Anthropogenic global warming believers are notoriously debate-shy, and with good reason. They almost always lose. However, below is an excerpt from the transcript of a debate between skeptic Christopher Monckton and De Smog Blog editor Richard Littlemore (who, later, actually admits he was defeated, although not with good grace). For the full transcript, click here.
An excerpt:
Monckton
Now the temperature record is like this; the temperature went up very fast between about 1906 and 1940. Indeed in the 1920s and 1930s it went up very fast indeed. From 1940 until about 1975, it fell a little. From 1975 until 1998 it went up quite a lot — about 0.5 Celsius overall over the 50 years you are asking about. And that is of course preceded by a 0.5 degree Celsius increase long before humankind could have had anything to do with it in the first 50 years of the twentieth century.
So yes there has been an increase, however that increase has been going on at a rate on average of about 0.5 Celsius per century for 300 years, during 250 of which we could not possibly have had anything to do with it. And now that temperatures have been falling for the last seven years and falling at a rate of about 0.4 degrees Celsius per century according to the Hadley Center’s records, or per decade I should say, the overall effect is that there has been no increase in the long-run warming rate over the past 300 years. There has been no particular change in the second half of the twentieth century.
Littlemore
I don’t know where you’re getting a lot of this. But if your listeners would like to Google, climate or um, global warming, um, or go to Wikipedia and look up global warming, they can get a nice graph from the National Oceanic and Atmospheric Administration — a pretty reputable organization — that will show you some of the ups and downs that have been mooted here. But from 1950 until now, if you put a ruler on the curve it goes up at about a 45 degree angle. Eleven of the hottest years in recorded history occurred in the last 13 years. How that can be characterized as anything other than a considerable increase. … I mean it’s not just 11 of the hottest years in recorded history. According to some very good climate reconstructions going back at least 1,000 years, we’re talking about the hottest decade in 1,000 years at least.
Monckton
Well no, we’re not. The ‘hockey stick’ graph that is purported to abolish the Medieval Warm Period was based on bristlecone pine reconstructions from tree rings using a process which the UN climate panel had itself said ought not to be used. If you take out the bristlecone pine record and use all the other datasets you find that, just as history confirms, there was a Medieval Warm Period during which temperatures were considerably higher than they are now.
Indeed, in the 10,000 years of the present interglacial period between ice ages, the temperature has been warmer than today about two-thirds of the time. And in each of the previous four or five interglacial periods, which occur every 125,000 years, the temperature has been up to 5 degrees Celsius warmer than it is today, and humankind cannot have had anything to do with it. What is more, the Sun has been more active and for longer over the last 70 years than at almost any previous similar period over the past 11,400 years since the end of the last ice age.
Links to transcripts or videos several debates between skeptics and warmists can be found by clicking here.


Exercise requirements: Your task is to repeat each record verbatim, exactly as it was written.

** Opening Data excerpts block **

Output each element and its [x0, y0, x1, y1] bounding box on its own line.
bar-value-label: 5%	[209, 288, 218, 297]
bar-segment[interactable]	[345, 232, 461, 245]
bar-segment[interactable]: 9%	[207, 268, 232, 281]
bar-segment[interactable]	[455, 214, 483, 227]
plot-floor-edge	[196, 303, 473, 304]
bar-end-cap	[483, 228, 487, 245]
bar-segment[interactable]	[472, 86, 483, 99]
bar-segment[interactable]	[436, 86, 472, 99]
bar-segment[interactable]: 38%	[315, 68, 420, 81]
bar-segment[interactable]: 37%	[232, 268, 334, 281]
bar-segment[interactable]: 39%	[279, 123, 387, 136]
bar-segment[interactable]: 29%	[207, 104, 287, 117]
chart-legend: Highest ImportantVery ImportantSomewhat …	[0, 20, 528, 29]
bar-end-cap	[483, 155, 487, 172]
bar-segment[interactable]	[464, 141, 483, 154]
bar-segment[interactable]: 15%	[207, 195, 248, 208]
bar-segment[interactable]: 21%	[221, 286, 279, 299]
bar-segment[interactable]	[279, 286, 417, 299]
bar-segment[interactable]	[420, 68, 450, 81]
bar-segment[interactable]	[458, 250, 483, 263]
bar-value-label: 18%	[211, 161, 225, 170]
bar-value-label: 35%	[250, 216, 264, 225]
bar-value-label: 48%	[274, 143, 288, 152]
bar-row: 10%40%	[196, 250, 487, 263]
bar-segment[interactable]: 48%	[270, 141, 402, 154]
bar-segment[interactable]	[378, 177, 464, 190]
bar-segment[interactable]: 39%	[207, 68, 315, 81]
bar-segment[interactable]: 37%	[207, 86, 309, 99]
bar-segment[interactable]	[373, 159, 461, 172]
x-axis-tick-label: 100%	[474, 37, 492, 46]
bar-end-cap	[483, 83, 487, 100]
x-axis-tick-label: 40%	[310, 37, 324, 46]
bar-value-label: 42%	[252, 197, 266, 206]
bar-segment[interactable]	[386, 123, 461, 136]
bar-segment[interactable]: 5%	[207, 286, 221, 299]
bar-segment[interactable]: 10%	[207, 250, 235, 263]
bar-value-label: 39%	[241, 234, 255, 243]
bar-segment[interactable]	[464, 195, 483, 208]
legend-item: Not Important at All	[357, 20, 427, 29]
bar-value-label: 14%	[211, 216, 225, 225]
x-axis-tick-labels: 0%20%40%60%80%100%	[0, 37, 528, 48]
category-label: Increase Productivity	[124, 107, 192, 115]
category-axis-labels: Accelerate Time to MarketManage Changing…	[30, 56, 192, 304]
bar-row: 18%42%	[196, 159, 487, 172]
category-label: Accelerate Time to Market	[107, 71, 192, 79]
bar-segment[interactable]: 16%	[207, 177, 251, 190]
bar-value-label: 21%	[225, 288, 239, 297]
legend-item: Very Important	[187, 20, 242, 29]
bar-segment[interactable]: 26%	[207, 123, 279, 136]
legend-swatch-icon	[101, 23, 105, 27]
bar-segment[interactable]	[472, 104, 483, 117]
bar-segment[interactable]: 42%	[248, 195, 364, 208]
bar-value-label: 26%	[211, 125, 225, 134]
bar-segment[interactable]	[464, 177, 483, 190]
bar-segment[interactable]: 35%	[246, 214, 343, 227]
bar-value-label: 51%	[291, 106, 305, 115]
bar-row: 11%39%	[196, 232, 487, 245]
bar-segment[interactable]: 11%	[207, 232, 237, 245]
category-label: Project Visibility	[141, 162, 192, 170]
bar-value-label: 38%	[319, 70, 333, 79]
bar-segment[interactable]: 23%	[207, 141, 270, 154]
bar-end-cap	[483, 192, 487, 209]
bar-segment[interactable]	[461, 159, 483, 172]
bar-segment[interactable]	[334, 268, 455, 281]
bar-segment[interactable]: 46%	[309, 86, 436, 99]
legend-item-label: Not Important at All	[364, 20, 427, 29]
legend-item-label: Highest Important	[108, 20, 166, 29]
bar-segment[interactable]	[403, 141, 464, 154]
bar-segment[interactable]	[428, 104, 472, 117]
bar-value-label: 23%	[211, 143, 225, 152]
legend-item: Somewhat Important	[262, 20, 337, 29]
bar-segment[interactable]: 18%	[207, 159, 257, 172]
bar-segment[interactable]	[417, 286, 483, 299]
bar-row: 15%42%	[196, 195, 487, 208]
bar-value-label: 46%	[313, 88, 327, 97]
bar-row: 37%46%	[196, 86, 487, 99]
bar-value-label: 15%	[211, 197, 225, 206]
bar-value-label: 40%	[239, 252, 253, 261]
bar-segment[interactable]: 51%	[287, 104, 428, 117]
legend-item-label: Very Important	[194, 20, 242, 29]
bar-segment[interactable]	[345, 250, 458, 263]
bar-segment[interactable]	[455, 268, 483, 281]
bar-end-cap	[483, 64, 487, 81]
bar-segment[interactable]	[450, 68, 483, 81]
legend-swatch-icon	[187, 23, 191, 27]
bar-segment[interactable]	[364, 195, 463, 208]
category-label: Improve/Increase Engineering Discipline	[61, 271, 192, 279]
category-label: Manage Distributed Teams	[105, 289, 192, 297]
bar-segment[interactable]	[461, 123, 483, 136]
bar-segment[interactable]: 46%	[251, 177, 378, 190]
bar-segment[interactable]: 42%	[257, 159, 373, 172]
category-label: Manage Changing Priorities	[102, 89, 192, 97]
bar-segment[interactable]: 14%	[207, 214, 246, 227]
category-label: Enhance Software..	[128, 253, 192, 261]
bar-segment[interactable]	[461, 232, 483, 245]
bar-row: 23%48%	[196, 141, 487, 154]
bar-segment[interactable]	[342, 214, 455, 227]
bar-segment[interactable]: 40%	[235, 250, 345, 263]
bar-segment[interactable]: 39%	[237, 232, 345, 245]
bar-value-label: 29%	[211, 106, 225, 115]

** Closing Data excerpts block **

Task response:
Output each element and its [x0, y0, x1, y1] bounding box on its own line.
bar-value-label: 5%	[209, 288, 218, 297]
bar-segment[interactable]	[345, 232, 461, 245]
bar-segment[interactable]: 9%	[207, 268, 232, 281]
bar-segment[interactable]	[455, 214, 483, 227]
plot-floor-edge	[196, 303, 473, 304]
bar-end-cap	[483, 228, 487, 245]
bar-segment[interactable]	[472, 86, 483, 99]
bar-segment[interactable]	[436, 86, 472, 99]
bar-segment[interactable]: 38%	[315, 68, 420, 81]
bar-segment[interactable]: 37%	[232, 268, 334, 281]
bar-segment[interactable]: 39%	[279, 123, 387, 136]
bar-segment[interactable]: 29%	[207, 104, 287, 117]
chart-legend: Highest ImportantVery ImportantSomewhat …	[0, 20, 528, 29]
bar-end-cap	[483, 155, 487, 172]
bar-segment[interactable]	[464, 141, 483, 154]
bar-segment[interactable]: 15%	[207, 195, 248, 208]
bar-segment[interactable]: 21%	[221, 286, 279, 299]
bar-segment[interactable]	[279, 286, 417, 299]
bar-segment[interactable]	[420, 68, 450, 81]
bar-segment[interactable]	[458, 250, 483, 263]
bar-value-label: 18%	[211, 161, 225, 170]
bar-value-label: 35%	[250, 216, 264, 225]
bar-value-label: 48%	[274, 143, 288, 152]
bar-row: 10%40%	[196, 250, 487, 263]
bar-segment[interactable]: 48%	[270, 141, 402, 154]
bar-segment[interactable]	[378, 177, 464, 190]
bar-segment[interactable]: 39%	[207, 68, 315, 81]
bar-segment[interactable]: 37%	[207, 86, 309, 99]
bar-segment[interactable]	[373, 159, 461, 172]
x-axis-tick-label: 100%	[474, 37, 492, 46]
bar-end-cap	[483, 83, 487, 100]
x-axis-tick-label: 40%	[310, 37, 324, 46]
bar-value-label: 42%	[252, 197, 266, 206]
bar-segment[interactable]	[386, 123, 461, 136]
bar-segment[interactable]: 5%	[207, 286, 221, 299]
bar-segment[interactable]: 10%	[207, 250, 235, 263]
bar-value-label: 39%	[241, 234, 255, 243]
bar-segment[interactable]	[464, 195, 483, 208]
legend-item: Not Important at All	[357, 20, 427, 29]
bar-value-label: 14%	[211, 216, 225, 225]
x-axis-tick-labels: 0%20%40%60%80%100%	[0, 37, 528, 48]
category-label: Increase Productivity	[124, 107, 192, 115]
category-axis-labels: Accelerate Time to MarketManage Changing…	[30, 56, 192, 304]
bar-row: 18%42%	[196, 159, 487, 172]
category-label: Accelerate Time to Market	[107, 71, 192, 79]
bar-segment[interactable]: 16%	[207, 177, 251, 190]
bar-value-label: 21%	[225, 288, 239, 297]
legend-item: Very Important	[187, 20, 242, 29]
bar-segment[interactable]: 26%	[207, 123, 279, 136]
legend-swatch-icon	[101, 23, 105, 27]
bar-segment[interactable]	[472, 104, 483, 117]
bar-segment[interactable]: 42%	[248, 195, 364, 208]
bar-value-label: 26%	[211, 125, 225, 134]
bar-segment[interactable]	[464, 177, 483, 190]
bar-segment[interactable]: 35%	[246, 214, 343, 227]
bar-value-label: 51%	[291, 106, 305, 115]
bar-row: 11%39%	[196, 232, 487, 245]
bar-segment[interactable]: 11%	[207, 232, 237, 245]
category-label: Project Visibility	[141, 162, 192, 170]
bar-value-label: 38%	[319, 70, 333, 79]
bar-segment[interactable]: 23%	[207, 141, 270, 154]
bar-end-cap	[483, 192, 487, 209]
bar-segment[interactable]	[461, 159, 483, 172]
bar-segment[interactable]	[334, 268, 455, 281]
bar-segment[interactable]: 46%	[309, 86, 436, 99]
legend-item-label: Not Important at All	[364, 20, 427, 29]
legend-item-label: Highest Important	[108, 20, 166, 29]
bar-segment[interactable]	[403, 141, 464, 154]
bar-segment[interactable]	[428, 104, 472, 117]
bar-value-label: 23%	[211, 143, 225, 152]
legend-item: Somewhat Important	[262, 20, 337, 29]
bar-segment[interactable]: 18%	[207, 159, 257, 172]
bar-segment[interactable]	[417, 286, 483, 299]
bar-row: 15%42%	[196, 195, 487, 208]
bar-value-label: 46%	[313, 88, 327, 97]
bar-row: 37%46%	[196, 86, 487, 99]
bar-value-label: 15%	[211, 197, 225, 206]
bar-value-label: 40%	[239, 252, 253, 261]
bar-segment[interactable]: 51%	[287, 104, 428, 117]
legend-item-label: Very Important	[194, 20, 242, 29]
bar-segment[interactable]	[345, 250, 458, 263]
bar-segment[interactable]	[455, 268, 483, 281]
bar-end-cap	[483, 64, 487, 81]
bar-segment[interactable]	[450, 68, 483, 81]
legend-swatch-icon	[187, 23, 191, 27]
bar-segment[interactable]	[364, 195, 463, 208]
category-label: Improve/Increase Engineering Discipline	[61, 271, 192, 279]
category-label: Manage Distributed Teams	[105, 289, 192, 297]
bar-segment[interactable]	[461, 123, 483, 136]
bar-segment[interactable]: 46%	[251, 177, 378, 190]
bar-segment[interactable]: 42%	[257, 159, 373, 172]
category-label: Manage Changing Priorities	[102, 89, 192, 97]
bar-segment[interactable]: 14%	[207, 214, 246, 227]
category-label: Enhance Software..	[128, 253, 192, 261]
bar-segment[interactable]	[461, 232, 483, 245]
bar-row: 23%48%	[196, 141, 487, 154]
bar-segment[interactable]	[342, 214, 455, 227]
bar-segment[interactable]: 40%	[235, 250, 345, 263]
bar-segment[interactable]: 39%	[237, 232, 345, 245]
bar-value-label: 29%	[211, 106, 225, 115]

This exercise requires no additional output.